First Published by MMM in 1953
by Sr. Patricia Kelly MMM (1925 – 2016) Ireland/Nigeria 03.08.2024
Countless inquiries regarding our health and diet reach us regularly from loved ones at home. They never tire of asking, “What is the food like? Do you ever see a rasher? And “Can the cooks make potato-cakes?” So, I have decided to expound on the glories of palm oil chop. For us, missionaries in Calabar Province, it takes the place of the Sunday roast, and after the week’s rations of corned beef from tins, palm oil chop has the savour of better days about it.
Let’s begin at the name, as it needs some explanation. In Nigeria “to chop” is the verb “to eat”. No local cook says, “It is breakfast time or dinner time,” he just says, “It is chop time.” Palm oil is obtained from the kernels of the palm fruit, which are as plentiful here as apples are at home. This oil is one of the country’s main sources of income and traditionally it is the woman’s duty to crush the kernels and extract the oil. So much for preliminaries, now we get down to our Sunday chop.
Sunday out here is a day of rest observed with almost Jewish strictness. “No School” and “No Dispensary” – except for the urgent cases, and the babies who have a habit of arriving at unwanted hours in every country and in every climate. We plan an early siesta and hope in Providence that things will go according to schedule.
At 1.00pm the dinner table looks like the window in a confectioner’s shop. Any number, up to sixteen, small bowls or saucers, each holding a special ingredient, adorn the table. There is sliced bananas in one, pineapple in another, orange in another, ground nuts, red pepper, hard boiled eggs, coconut one dry yam, each in separate bowls, and last, but not least, the palm oil with the chicken which has been cooked in it. The novice in the country is warned by a kind neighbour to go easy with the red pepper, and each one’s soup plate – used for this menu – presents a riot of colour.
The palm oil bowl is passed last. No need to carve up the chicken as the chicken is literally mincemeat, and as one dips the ladle he hopes, like the fisherman, to bring up catch. No use to say as of old,” I want the breast, and I don’t like the drumstick.” Everyone has to be satisfied with his takings. The golden coloured palm oil and the piece of chicken is now added to one’s plate and all the ingredients are mixed. It sounds terrible, but after the first taste, one is converted to palm oil chop forever.
Let enthusiasts abroad wish to taste our Sunday dinner I shall give this warning. Without palm oil, it is a meal fit for my mother’s pet rooster, but with palm oil, it is a feast.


| ABOUT THIS TASK |
Skip the images and return the records below exactly.
::: EXTRACTED ENTRIES
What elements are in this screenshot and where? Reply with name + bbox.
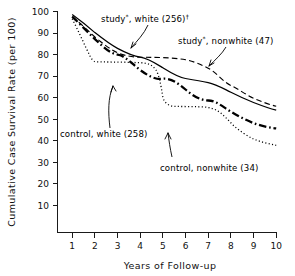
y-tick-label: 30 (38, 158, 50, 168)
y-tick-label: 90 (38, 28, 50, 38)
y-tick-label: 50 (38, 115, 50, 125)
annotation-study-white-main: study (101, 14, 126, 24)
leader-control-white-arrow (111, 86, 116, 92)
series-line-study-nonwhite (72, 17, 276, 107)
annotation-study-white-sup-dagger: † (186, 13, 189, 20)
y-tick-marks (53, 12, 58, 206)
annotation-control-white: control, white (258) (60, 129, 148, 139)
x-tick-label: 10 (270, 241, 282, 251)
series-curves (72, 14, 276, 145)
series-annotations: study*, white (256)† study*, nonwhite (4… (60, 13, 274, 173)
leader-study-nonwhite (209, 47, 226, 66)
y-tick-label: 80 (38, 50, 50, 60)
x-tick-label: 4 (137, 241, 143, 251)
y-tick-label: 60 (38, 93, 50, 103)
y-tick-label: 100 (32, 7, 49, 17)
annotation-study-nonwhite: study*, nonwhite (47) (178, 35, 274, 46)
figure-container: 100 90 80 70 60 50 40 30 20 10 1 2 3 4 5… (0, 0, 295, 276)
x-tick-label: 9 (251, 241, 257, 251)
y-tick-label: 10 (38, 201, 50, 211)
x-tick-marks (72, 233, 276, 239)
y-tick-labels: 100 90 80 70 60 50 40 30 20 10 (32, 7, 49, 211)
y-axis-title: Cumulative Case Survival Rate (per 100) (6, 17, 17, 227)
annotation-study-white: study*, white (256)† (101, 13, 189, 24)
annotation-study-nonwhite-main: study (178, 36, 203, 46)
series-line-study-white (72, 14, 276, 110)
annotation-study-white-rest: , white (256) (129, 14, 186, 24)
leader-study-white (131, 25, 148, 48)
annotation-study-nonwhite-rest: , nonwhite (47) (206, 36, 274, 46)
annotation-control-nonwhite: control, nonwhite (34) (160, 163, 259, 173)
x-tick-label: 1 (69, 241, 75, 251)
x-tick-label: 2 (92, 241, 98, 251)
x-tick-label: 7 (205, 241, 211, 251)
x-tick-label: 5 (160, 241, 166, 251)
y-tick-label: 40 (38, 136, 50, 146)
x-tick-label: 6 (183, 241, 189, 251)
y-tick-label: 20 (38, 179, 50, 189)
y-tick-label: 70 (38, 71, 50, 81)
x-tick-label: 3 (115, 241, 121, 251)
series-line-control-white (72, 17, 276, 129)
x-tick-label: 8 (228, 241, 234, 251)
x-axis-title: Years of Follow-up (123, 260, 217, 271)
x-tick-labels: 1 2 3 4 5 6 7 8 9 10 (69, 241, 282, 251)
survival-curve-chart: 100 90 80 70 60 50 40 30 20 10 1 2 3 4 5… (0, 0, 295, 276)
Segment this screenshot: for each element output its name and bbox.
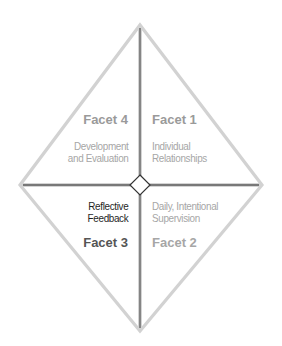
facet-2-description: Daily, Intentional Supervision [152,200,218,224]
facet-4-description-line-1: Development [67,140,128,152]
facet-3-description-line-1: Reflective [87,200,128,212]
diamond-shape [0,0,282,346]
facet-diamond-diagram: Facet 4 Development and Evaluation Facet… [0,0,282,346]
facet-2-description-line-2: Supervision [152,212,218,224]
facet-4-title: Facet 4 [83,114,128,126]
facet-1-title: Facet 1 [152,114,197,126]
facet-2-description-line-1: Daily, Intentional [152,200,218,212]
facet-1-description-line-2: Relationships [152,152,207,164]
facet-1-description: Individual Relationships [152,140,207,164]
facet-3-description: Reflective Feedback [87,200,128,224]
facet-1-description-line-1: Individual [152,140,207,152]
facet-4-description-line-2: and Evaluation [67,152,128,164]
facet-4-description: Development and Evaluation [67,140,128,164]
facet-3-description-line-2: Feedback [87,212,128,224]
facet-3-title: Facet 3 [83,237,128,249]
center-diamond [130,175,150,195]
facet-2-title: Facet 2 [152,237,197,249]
::::::
| OUTPUT FOR THIS EXERCISE |
What elements are in this screenshot and where? Reply with name + bbox.
y-tick-label: 30 (38, 158, 50, 168)
y-tick-label: 90 (38, 28, 50, 38)
y-tick-label: 50 (38, 115, 50, 125)
annotation-study-white-main: study (101, 14, 126, 24)
leader-control-white-arrow (111, 86, 116, 92)
series-line-study-nonwhite (72, 17, 276, 107)
annotation-study-white-sup-dagger: † (186, 13, 189, 20)
y-tick-marks (53, 12, 58, 206)
annotation-control-white: control, white (258) (60, 129, 148, 139)
x-tick-label: 10 (270, 241, 282, 251)
series-curves (72, 14, 276, 145)
series-annotations: study*, white (256)† study*, nonwhite (4… (60, 13, 274, 173)
leader-study-nonwhite (209, 47, 226, 66)
y-tick-label: 80 (38, 50, 50, 60)
x-tick-label: 4 (137, 241, 143, 251)
y-tick-label: 60 (38, 93, 50, 103)
y-tick-label: 100 (32, 7, 49, 17)
annotation-study-nonwhite: study*, nonwhite (47) (178, 35, 274, 46)
figure-container: 100 90 80 70 60 50 40 30 20 10 1 2 3 4 5… (0, 0, 295, 276)
x-tick-label: 9 (251, 241, 257, 251)
y-tick-label: 10 (38, 201, 50, 211)
x-tick-marks (72, 233, 276, 239)
y-tick-labels: 100 90 80 70 60 50 40 30 20 10 (32, 7, 49, 211)
y-axis-title: Cumulative Case Survival Rate (per 100) (6, 17, 17, 227)
annotation-study-white: study*, white (256)† (101, 13, 189, 24)
annotation-study-nonwhite-main: study (178, 36, 203, 46)
series-line-study-white (72, 14, 276, 110)
annotation-study-white-rest: , white (256) (129, 14, 186, 24)
leader-study-white (131, 25, 148, 48)
annotation-study-nonwhite-rest: , nonwhite (47) (206, 36, 274, 46)
annotation-control-nonwhite: control, nonwhite (34) (160, 163, 259, 173)
x-tick-label: 1 (69, 241, 75, 251)
x-tick-label: 2 (92, 241, 98, 251)
x-tick-label: 7 (205, 241, 211, 251)
x-tick-label: 5 (160, 241, 166, 251)
y-tick-label: 40 (38, 136, 50, 146)
x-tick-label: 6 (183, 241, 189, 251)
y-tick-label: 20 (38, 179, 50, 189)
y-tick-label: 70 (38, 71, 50, 81)
x-tick-label: 3 (115, 241, 121, 251)
series-line-control-white (72, 17, 276, 129)
x-tick-label: 8 (228, 241, 234, 251)
x-axis-title: Years of Follow-up (123, 260, 217, 271)
x-tick-labels: 1 2 3 4 5 6 7 8 9 10 (69, 241, 282, 251)
survival-curve-chart: 100 90 80 70 60 50 40 30 20 10 1 2 3 4 5… (0, 0, 295, 276)
Segment this screenshot: for each element output its name and bbox.
facet-2-description: Daily, Intentional Supervision [152,200,218,224]
facet-4-description-line-1: Development [67,140,128,152]
facet-3-description-line-1: Reflective [87,200,128,212]
diamond-shape [0,0,282,346]
facet-diamond-diagram: Facet 4 Development and Evaluation Facet… [0,0,282,346]
facet-2-description-line-2: Supervision [152,212,218,224]
facet-4-title: Facet 4 [83,114,128,126]
facet-1-title: Facet 1 [152,114,197,126]
facet-2-description-line-1: Daily, Intentional [152,200,218,212]
facet-1-description-line-2: Relationships [152,152,207,164]
facet-1-description: Individual Relationships [152,140,207,164]
facet-3-description: Reflective Feedback [87,200,128,224]
facet-1-description-line-1: Individual [152,140,207,152]
facet-4-description-line-2: and Evaluation [67,152,128,164]
facet-4-description: Development and Evaluation [67,140,128,164]
facet-3-description-line-2: Feedback [87,212,128,224]
facet-3-title: Facet 3 [83,237,128,249]
center-diamond [130,175,150,195]
facet-2-title: Facet 2 [152,237,197,249]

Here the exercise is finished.